Oakland youth demonstrate their outrage at the cold blooded killing of Oscar Grant, 22, by the transit police on New Year's Day 2009. The cop was charged with murder on January 13.
Originally uploaded by Pan-African News Wire File Photos
Protests expected in BART shooting
By Larry Hales
Published Jul 2, 2010 8:20 AM
Media in the San Francisco Bay Area are full of warnings that the Oakland Police Department, police of the Bay Area Rapid Transit, the California Highway Patrol and the Alameda Sheriff’s Office have all been practicing “riot control” maneuvers in anticipation of a verdict in the trial of former BART cop Johannes Mehserle.
Mehserle has been on trial since June 12 on charges of murdering Oscar Grant III. He was videotaped kneeling on a prone Grant and shooting him in the back at the Fruitvale BART stop on Jan. 1, 2009. Mehserle is white; Grant was Black.
The authorities anticipate outrage if Mehserle’s trial ends with anything less than a murder conviction. The OPD has been conducting crowd-control tactics and exercises to squash any rebellion, as well as spying on social networking sites, and most likely on public meetings, to determine where people might gather when they hear the news.
BART police have also been doing “intelligence work,” according to chief communications officer Linton Johnson, and will focus their efforts on Oakland and San Francisco, where they expect mass outrage.
The strategy of the Bay Area police forces points to an ambush being set up against activists and community members, who are preparing to demonstrate against any unjust verdict.
There have already been setbacks in the case, starting with a venue change to Los Angeles. Defense attorneys successfully argued that their client, Mehserle, could not receive an impartial hearing in and around Oakland. The switch of the trial helped secure a jury with no Black jurors. Mehserle’s defense attorney used peremptory challenges to remove three of the five Black jurors in the jury pool. L.A. Superior Court Judge Robert Perry excluded the other two.
Oakland and L.A. have very different demographics. Black people make up 32 percent of Oakland but only 10 percent of L.A. Moving the trial was important, seeing as this case highlights the low-intensity war being waged against Black people by police departments across the country, made more evident by reports from Oregon to Missouri to New York citing that Black people are significantly more likely to be stopped by police.
Before the start of the trial, Judge Perry granted some rulings favorable to the defense. He allowed Mehserle’s lawyer to use Oscar Grant’s prison record and the fact that he was on parole to demonize him in the eyes of the jury, thereby “justifying” his execution. The defense will also be allowed to have a so-called expert testify about what he sees in the six videos to be used during the trial. Perry will also allow a San Leandro cop to testify about having used a Taser on Oscar Grant in 2006.
Defense attorney Michael Rains tried also to have excluded from the trial key witnesses for the prosecution, such as Sophina Mesa, Oscar Grant’s partner and mother of their 4-year-old daughter, but these motions were denied by the judge. Rains sought to have excluded from evidence a racial slur used by fired BART cop Tony Pirone, who was there when Grant was shot in the back and who punched Grant in the face, as well as a synchronized video. All these motions were denied by Judge Perry.
While vilifying Grant, Rains has presented Mehserle as an upstanding father and husband who simply made the mistake of pulling out his gun instead of his Taser. The former BART cop in his testimony even resorted to shedding tears, eliciting a spectator to shout, “Save your fucking tears, dude.” The 24-year-old friend of Grant was arrested.
Officers Tony Pirone and Marysol Domenici had testified earlier. Domenici, who has contradicted her testimony at various times, had to admit that Grant and his friends on the BART platform complied with her orders and did not resist. She had insisted there were 50 people on the platform and they heckled her, but was shown video from several angles that showed an empty platform. She then conceded that the platform was indeed empty, but said she considered the people on the train as being on the platform and felt threatened by their presence.
Pirone, who was fired in April for his actions on the day Grant was killed, said on the stand that Grant and friends sat down when he, using harsh language, told them to.
The trial, which is expected to end by the beginning of July, has been a long time coming. Many people are anticipating the outcome, including those from southern California to the Bay Area.
Were it not for the movement that sprang up after the ruthless killing of the 22-year-old Grant, which included a mini rebellion, Mehserle would doubtless have been allowed to go free with no charges at all. That has been the racist tradition regarding many other cops who have killed oppressed and working people.
If the verdict is anything less than the second-degree murder charge for which Mehserle is being tried, it will take a movement to win justice, which is best determined by the community in Oakland. That community desires that Mehserle be locked up and never again see the light of day.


:: ASSIGNED TASK ::
Look through the lines below and extract each one that contains "have".

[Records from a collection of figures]
>>>>>

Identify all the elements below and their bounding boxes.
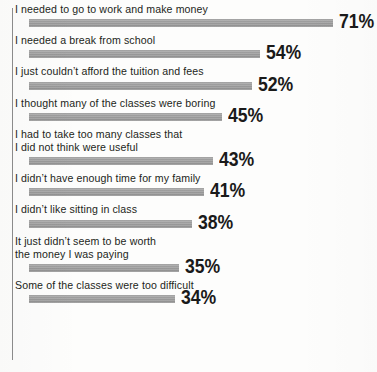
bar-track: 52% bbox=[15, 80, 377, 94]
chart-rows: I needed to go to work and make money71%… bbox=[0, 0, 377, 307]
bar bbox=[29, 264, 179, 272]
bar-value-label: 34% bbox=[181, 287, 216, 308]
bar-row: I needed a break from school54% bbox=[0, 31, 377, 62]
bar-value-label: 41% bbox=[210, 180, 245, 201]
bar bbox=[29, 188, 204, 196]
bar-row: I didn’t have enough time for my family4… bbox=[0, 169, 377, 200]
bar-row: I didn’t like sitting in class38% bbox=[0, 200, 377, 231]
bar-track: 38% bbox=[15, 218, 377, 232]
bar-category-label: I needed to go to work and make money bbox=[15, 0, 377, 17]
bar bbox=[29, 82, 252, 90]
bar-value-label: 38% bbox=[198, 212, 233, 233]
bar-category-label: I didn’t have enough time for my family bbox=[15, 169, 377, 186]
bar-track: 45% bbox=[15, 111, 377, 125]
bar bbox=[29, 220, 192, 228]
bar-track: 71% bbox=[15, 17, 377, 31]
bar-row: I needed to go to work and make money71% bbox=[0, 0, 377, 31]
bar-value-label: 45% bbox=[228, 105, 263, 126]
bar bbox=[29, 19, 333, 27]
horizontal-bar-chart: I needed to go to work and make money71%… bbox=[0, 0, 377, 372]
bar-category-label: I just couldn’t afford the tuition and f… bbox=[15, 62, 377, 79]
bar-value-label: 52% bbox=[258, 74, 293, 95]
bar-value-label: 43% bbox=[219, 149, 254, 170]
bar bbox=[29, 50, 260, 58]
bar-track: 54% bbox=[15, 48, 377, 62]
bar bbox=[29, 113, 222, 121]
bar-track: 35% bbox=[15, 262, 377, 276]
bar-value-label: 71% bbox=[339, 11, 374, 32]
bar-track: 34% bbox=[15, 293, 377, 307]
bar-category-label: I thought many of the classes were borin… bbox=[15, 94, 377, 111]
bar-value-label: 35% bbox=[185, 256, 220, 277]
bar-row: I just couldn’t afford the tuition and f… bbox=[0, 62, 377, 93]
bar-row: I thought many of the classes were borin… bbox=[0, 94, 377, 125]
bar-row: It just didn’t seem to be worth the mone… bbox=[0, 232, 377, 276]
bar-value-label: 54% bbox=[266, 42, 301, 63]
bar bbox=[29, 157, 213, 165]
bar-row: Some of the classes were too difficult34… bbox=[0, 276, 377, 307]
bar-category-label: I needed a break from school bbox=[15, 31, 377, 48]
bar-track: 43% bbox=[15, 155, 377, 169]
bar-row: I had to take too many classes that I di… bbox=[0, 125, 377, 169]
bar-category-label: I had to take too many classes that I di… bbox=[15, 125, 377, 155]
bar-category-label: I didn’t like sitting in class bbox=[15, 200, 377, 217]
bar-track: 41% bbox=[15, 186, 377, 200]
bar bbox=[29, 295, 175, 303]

<<<<<

:: RESPONSE BELOW ::
bar-row: I didn’t have enough time for my family4… bbox=[0, 169, 377, 200]
bar-category-label: I didn’t have enough time for my family bbox=[15, 169, 377, 186]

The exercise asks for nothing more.